Atoms

Final notes on “Mushroom at the End of the World” by Anna Tsing and meanderings on atomisation ~ privatisation in university.

“The edges of alientation is the latent commons.” Latent commons are not exclusively human homelands. They are mutualistic entanglements. Neither can they redeem us, they are the ‘here and now’. “The ruin glares… but luckily there is still companionship. We can still catch the scent of the latent commons…” Tsing again returns to the basics of ecology, those principles of interdependence and entanglement, with new language. She teaches unlearning of the popular ecology’s utopianism by making it clear that we live in the ‘here and now’, that the ruin is present. With this perspective we can also begin to notice the vibrancy of entangled life in its complexity. Nature is not a far away painting, but ever present.

Capitalism as translation: lifeworlds ~ lively production (local, cultural) ~ total commodification (alienation , disembedded from local connections) + centralized profit ~ commodity (connected to new lifeworlds, memories)

A commodity is only fully alienated for a temporary amount of time as it passes between lifeworlds.

Alienation is being “disembedded from local connections.” Tsing continues to discuss scholarship and it’s commodification, meaning we can bring this conceptual framework of alienation to our university experience.

The collaborative work is privatised: atomised. Scholarship transforms to an invididual process of personal timelines, projects, assessment critera and specialisation. Collective knowledge production (the latent commons) continues, being a primary goal of academia, but it’s process becomes slower and unceremonious. Lifeworlds are seperated and mediated by bureaucratic communication and administration. Connection is sparse as individuals less and less relate to one another’s practices and specialisations. Course work is independently lead. Humans scuttle off after class to return to a piling tower of virtual labour. As lifeworlds (humans) lose connection due to bureaucratic excess, unionising and solidarity become more difficult. Solidarity requires listening and understanding, qualities that vapourise in the age of uploading (virtualisation). Therefore bureaucratic excess and virtualisation become a tool of university management to build power.

The new radical act is connection and intimacy. A radical act in our university could look like collaboration outside of the curriculum. Physical interactions and communication can provide understanding across fire lines. Connection is radical because it arrives us to intimacy, which soothes the nervous system and slows down production. Connection does not mean we will necessarily transform the accelerating privatisation of our universities, but it means we could subvert this space of alienation for our own needs and benefit. Power dissipates when it loses our attention.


* [Task objective]: When a line of the records contains "axis", copy it.

* [Given records]:

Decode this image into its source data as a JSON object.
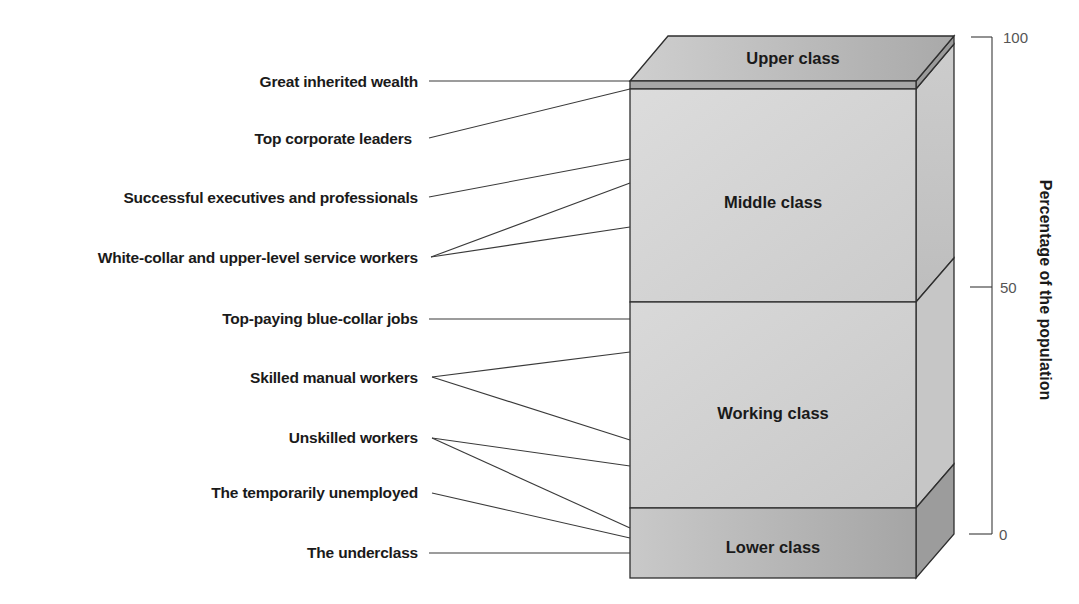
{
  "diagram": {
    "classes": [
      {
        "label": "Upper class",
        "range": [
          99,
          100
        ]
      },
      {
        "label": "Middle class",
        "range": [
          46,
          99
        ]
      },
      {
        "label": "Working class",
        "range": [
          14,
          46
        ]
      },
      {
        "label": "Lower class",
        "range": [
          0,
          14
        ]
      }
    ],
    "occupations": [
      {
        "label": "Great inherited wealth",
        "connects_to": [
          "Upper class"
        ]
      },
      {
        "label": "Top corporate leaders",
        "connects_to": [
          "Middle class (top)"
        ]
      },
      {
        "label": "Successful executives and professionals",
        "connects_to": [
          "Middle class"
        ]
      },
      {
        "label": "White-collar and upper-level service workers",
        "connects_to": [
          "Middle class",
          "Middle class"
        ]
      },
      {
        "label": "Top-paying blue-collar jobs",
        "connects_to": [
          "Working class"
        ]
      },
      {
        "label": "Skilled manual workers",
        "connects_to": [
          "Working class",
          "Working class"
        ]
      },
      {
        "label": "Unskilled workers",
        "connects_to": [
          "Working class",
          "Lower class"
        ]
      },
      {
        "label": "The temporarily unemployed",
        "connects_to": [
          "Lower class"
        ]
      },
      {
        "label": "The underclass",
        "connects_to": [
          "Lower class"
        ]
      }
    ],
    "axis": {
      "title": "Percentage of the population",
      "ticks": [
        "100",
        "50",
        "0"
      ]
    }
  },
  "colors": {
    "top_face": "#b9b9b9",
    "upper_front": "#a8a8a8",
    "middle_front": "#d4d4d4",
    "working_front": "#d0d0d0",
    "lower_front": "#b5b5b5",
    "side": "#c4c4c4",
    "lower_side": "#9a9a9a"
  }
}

* * *

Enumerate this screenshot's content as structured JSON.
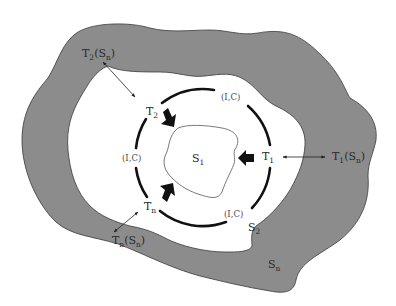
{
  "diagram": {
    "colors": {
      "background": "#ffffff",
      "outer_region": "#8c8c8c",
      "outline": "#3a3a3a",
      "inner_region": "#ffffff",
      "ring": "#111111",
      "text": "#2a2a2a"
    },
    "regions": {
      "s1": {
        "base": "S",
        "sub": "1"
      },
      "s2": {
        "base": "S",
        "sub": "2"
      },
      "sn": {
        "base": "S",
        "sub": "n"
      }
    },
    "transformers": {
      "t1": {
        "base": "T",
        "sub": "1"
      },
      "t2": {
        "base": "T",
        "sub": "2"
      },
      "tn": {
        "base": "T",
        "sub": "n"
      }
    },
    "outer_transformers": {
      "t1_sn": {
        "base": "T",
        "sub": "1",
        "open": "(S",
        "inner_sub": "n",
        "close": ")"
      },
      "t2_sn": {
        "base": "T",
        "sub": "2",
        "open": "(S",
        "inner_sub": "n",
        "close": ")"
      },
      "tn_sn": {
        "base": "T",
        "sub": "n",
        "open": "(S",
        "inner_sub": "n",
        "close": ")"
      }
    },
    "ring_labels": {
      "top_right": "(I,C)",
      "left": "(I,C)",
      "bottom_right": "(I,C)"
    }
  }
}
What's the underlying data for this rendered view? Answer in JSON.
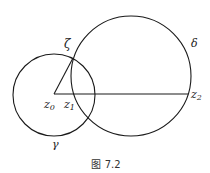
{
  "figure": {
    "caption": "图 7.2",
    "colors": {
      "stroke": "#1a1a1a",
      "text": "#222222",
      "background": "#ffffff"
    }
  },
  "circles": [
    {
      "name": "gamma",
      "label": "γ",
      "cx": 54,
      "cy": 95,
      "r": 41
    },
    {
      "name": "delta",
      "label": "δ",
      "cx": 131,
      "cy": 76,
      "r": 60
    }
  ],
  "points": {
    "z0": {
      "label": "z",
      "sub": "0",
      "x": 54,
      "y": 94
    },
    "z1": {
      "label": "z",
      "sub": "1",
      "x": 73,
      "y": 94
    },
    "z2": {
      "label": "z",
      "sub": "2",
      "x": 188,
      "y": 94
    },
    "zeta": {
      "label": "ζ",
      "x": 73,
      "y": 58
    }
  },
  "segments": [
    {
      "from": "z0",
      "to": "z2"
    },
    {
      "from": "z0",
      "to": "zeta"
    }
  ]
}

...

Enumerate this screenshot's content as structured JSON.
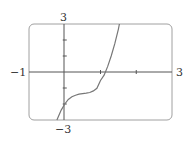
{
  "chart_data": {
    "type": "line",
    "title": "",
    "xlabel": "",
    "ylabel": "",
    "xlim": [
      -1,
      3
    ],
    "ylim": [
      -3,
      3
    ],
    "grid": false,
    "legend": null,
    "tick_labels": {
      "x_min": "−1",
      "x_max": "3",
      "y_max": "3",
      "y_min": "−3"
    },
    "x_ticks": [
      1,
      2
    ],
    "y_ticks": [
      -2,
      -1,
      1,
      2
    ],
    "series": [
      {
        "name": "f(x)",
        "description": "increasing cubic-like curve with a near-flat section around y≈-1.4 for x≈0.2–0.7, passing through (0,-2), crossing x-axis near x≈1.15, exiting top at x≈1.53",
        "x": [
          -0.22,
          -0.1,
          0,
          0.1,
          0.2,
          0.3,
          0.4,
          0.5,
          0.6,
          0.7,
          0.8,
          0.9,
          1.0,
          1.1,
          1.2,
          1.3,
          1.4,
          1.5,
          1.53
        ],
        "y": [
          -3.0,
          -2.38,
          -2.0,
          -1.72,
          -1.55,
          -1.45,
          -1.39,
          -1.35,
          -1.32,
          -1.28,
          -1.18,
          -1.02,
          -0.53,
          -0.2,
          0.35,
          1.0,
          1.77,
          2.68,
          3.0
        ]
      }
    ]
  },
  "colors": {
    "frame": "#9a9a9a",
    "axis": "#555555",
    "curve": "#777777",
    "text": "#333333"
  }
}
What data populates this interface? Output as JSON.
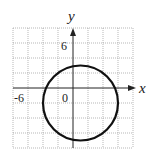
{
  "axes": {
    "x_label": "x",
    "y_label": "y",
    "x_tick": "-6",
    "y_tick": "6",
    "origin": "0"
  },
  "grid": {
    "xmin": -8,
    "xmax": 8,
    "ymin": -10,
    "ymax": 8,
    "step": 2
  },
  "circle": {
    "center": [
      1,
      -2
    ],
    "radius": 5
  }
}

* [Response to the exercise]:
    "axis": {
        "description": "increasing cubic-like curve with a near-flat section around y≈-1.4 for x≈0.2–0.7, passing through (0,-2), crossing x-axis near x≈1.15, exiting top at x≈1.53",
    "axis": "#555555",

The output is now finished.